(After a month of six disappointing reads – none I could endorse as “enchanted prose” – it’s a real pleasure to share with you this soon-to-be-published debut author’s novel.)

ASSAM, INDIA – BRITISH COLONIALISM, 1940s: On a “delicate and ephemeral” spring day of “golden rain” in 1943 Colonial Assam (a northeastern State in India), we are introduced to a delicate beauty and enduring female voice:  17-year-old Layla Roy from Silchar. She has been lovingly and non-traditionally raised to have choices and a fine education by her esteemed, scholarly, independent, and endearing grandfather, Dadamoshai; and she has fallen in love with Manik Deb, a civil servant and Rhodes Scholar from Oxford. This is a book with a soul.

Part of the developing love story is told through graceful letters – letters Layla devours, hides under her mattress “where they formed guilty bumps that disturbed my sleep,” when her “mind floated like a brilliant scarf.”  She describes those times as “strangely melded days where I floated in limbo, an outsider to the world around me, a firefly baffled by the daylight.”

The story is packed with lush descriptions of exquisitely fertile scenery – banyan trees and tamarind trees and mango trees and Gulmohor trees – and some of the richest, most diverse wildlife in the world – Asian elephants and languor monkeys and Hullock apes, a part of the world few of us have probably ever seen, until now.

This is also historical fiction about the remote, grueling, eccentric, and, at times, wildly dangerous Assam tea plantation life that few of us may have even heard of (I surely hadn’t until now), set during a complex, volatile, patriotic time in India’s history after being ruled by Britain for 200 years.

India in the 1940s was a complex mix of cultures, social classes, languages, and customs, making this an impressive undertaking even for an author raised on an Assam tea estate. The only thing richer than the sumptuous, lifting prose would be to join Layla, Manik, and Dadamoshai, who we come to know and immensely like, on their verandah reading while sipping a cup of Assam’s world famous tea, or meeting the colorful characters who inhabit the Mariani’s Planters Club at the Aynakhal Tea Estate (“Aynakhal” means “Mirror Lake”).

At 427 pages, I wished Layla and Manik’s story continued.  Perhaps it will, because I read on Shona Patel’s lovely Tea Buddy blog, complete with real photos of Assam tea bungalows, that she has garnered a 3-book contract (congratulations!), so maybe Layla’s story will continue through the years, after India achieves its independence (Book 2?) and into today’s times (Book 3?).  We can only hope so!

I luckily stumbled on this book at NYC’s BookExpo America (BEA).  I was waiting on an autograph line for an acclaimed author I had identified, having done much research ahead of time to make the most out of the hectic yet exhilarating Javits Center experience I annually look forward to, when I noticed a much longer line to the left of me for an author whose name I had not recognized or seen advertised.  I quickly found a place in Shona Patel’s enthusiastic line, which is how I obtained an advanced signed copy of Teatime For The Firefly.  If you are curious about the precise meaning of the title, you can hear this gifted author share her thinking in a short video on her blog.

Just as Layla wonders: “How can I ever forget my first sight of a tea plantation?” you may wonder how you can ever forget her coming-of-age story.

Happy Reading, Lorraine 

2 thoughts on “Teatime For The Firefly

  1. Reply sporranmaker Jun 9,2013 8:10 PM

    I’m so glad you met Shona and read her book, Lorraine. It is a great representation of life in Assam on a Tea Estate. I’d like to think there may be another book just round the corner???

  2. Reply teabuddy Jun 9,2013 9:03 PM

    Many thanks Lorraine for your detailed and thoughtful review of Teatime for the Firefly. It’s immensely gratifying to know you have walked through the pages of my world and savored the journey. No author can ask for more and thanks for spreading the word.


## The problem
Return the records below exactly; pictures stay out.

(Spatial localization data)
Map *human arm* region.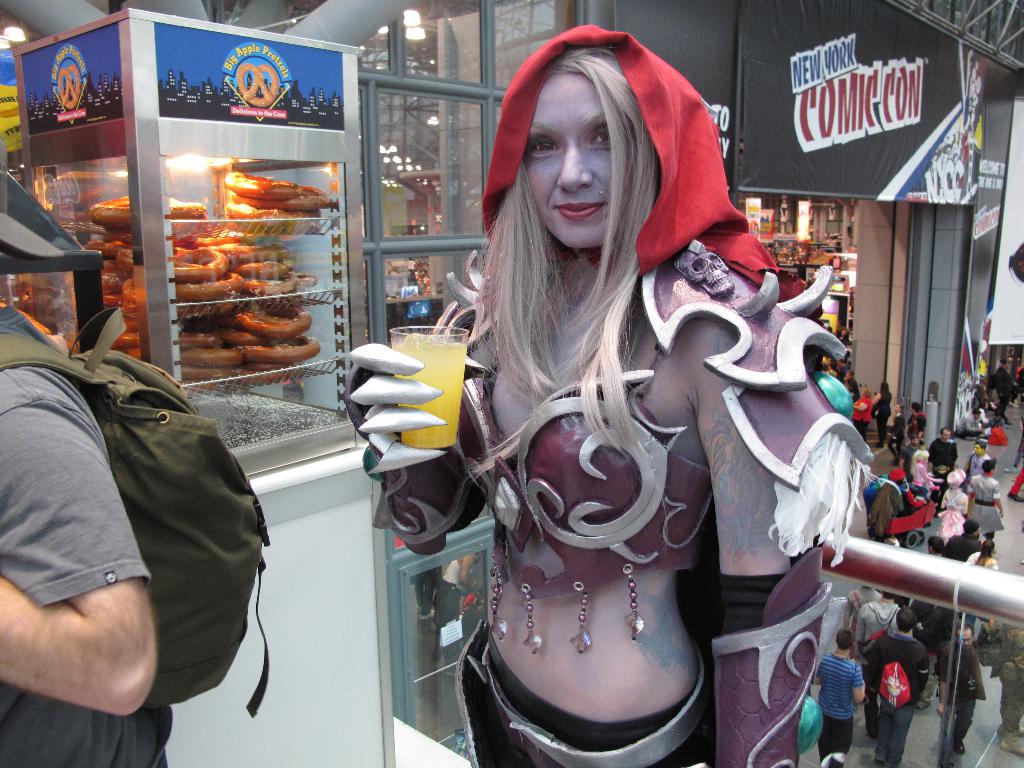
Mapped to x1=963, y1=412, x2=985, y2=435.
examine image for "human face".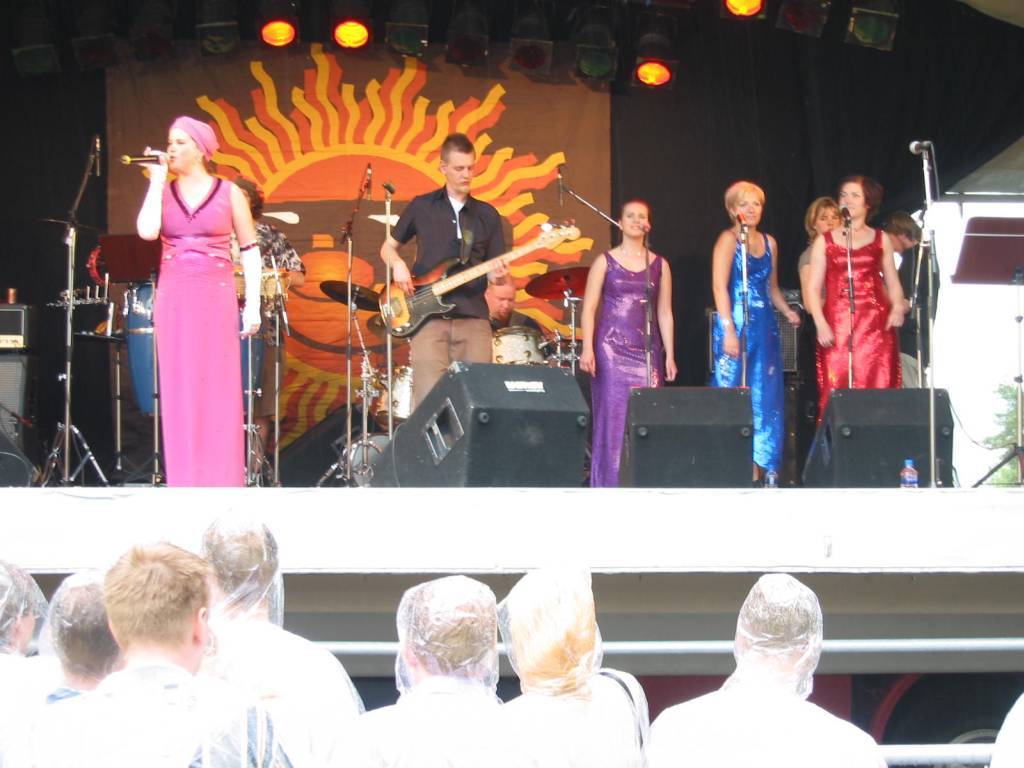
Examination result: box=[886, 233, 903, 255].
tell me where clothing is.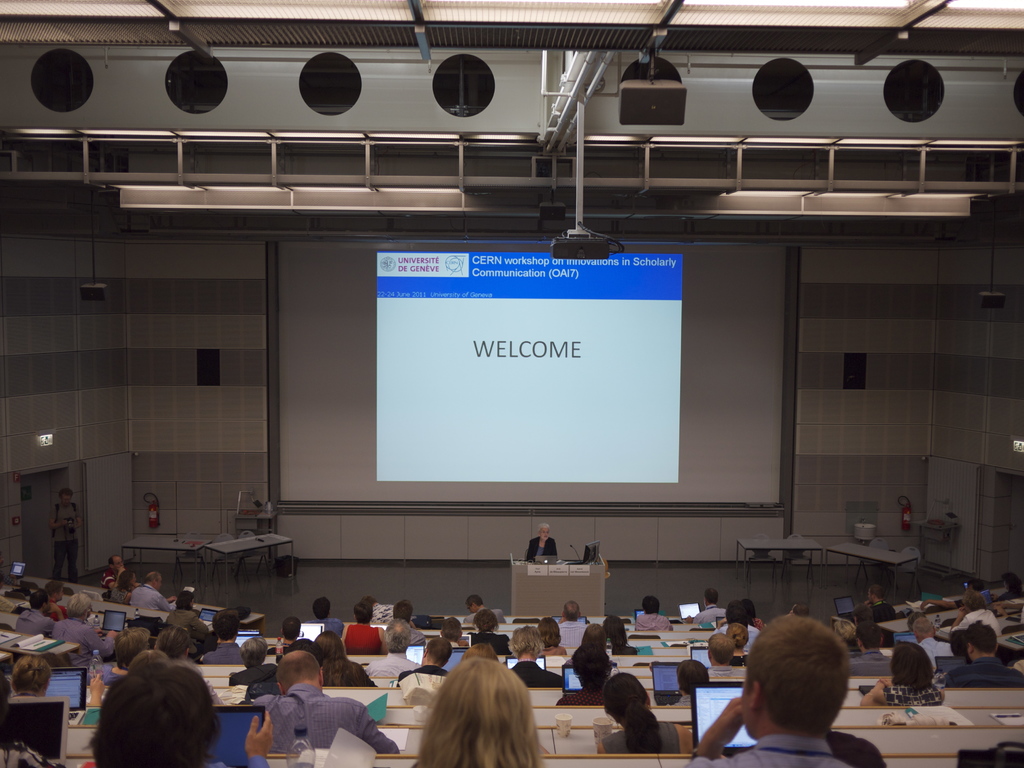
clothing is at crop(98, 573, 114, 591).
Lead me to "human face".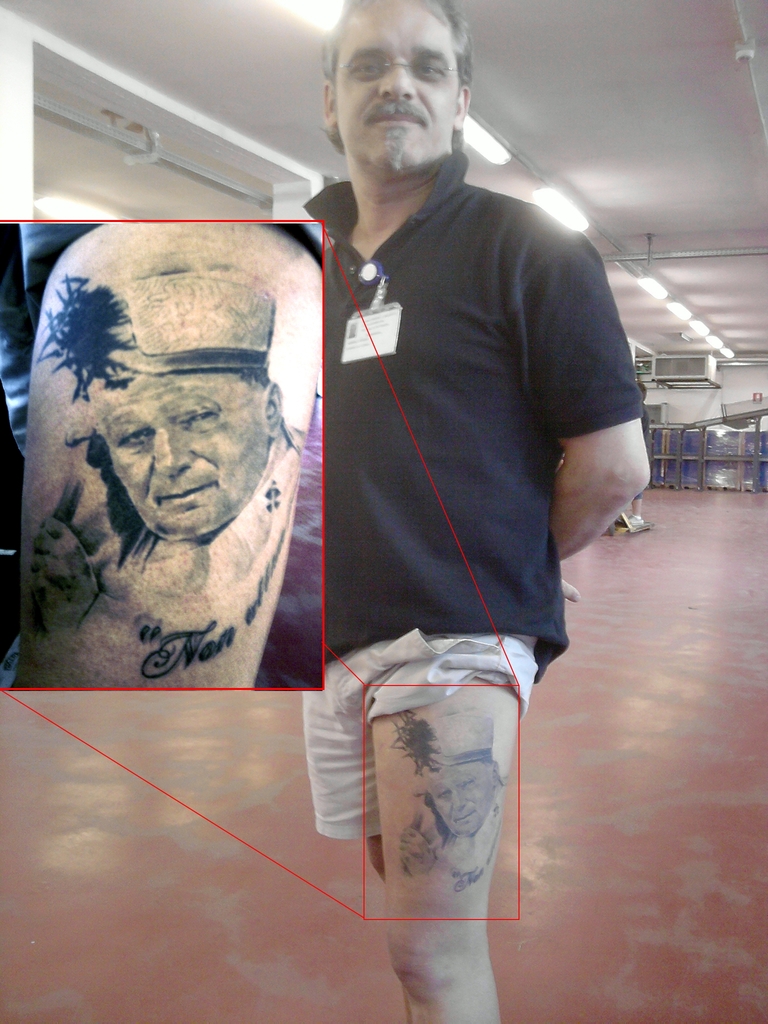
Lead to pyautogui.locateOnScreen(100, 370, 262, 543).
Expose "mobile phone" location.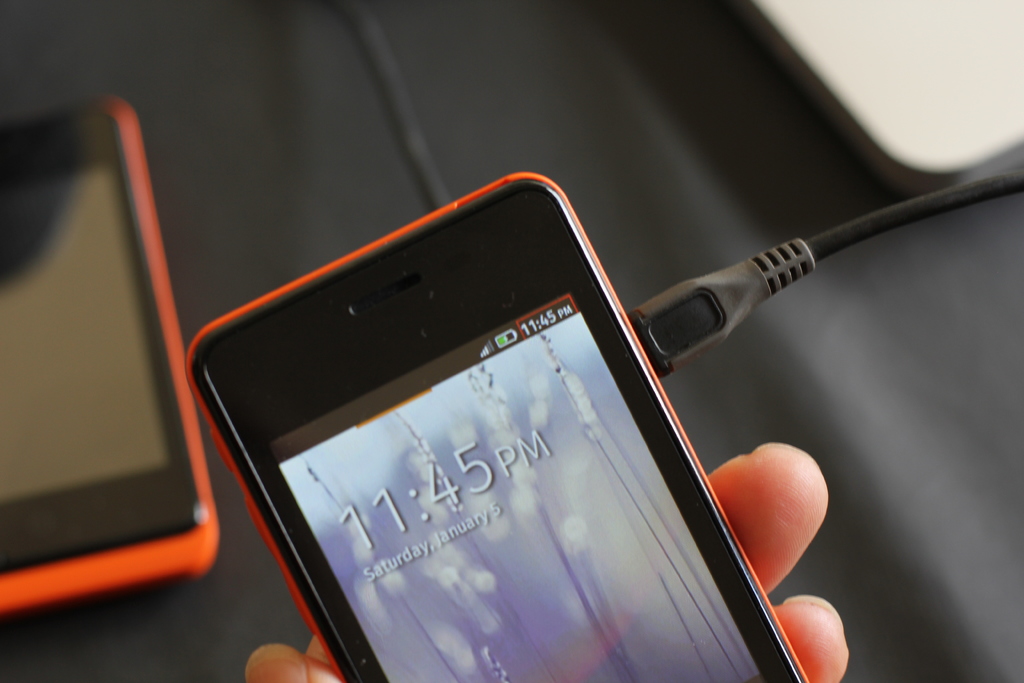
Exposed at [198,195,708,673].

## Your response
Map *human arm* region.
Mapped to x1=963, y1=412, x2=985, y2=435.
examine image for "human face".
Examination result: box=[886, 233, 903, 255].
tell me where clothing is.
clothing is at crop(98, 573, 114, 591).
Lead me to "human face".
Lead to pyautogui.locateOnScreen(100, 370, 262, 543).
Expose "mobile phone" location.
Exposed at [198,195,708,673].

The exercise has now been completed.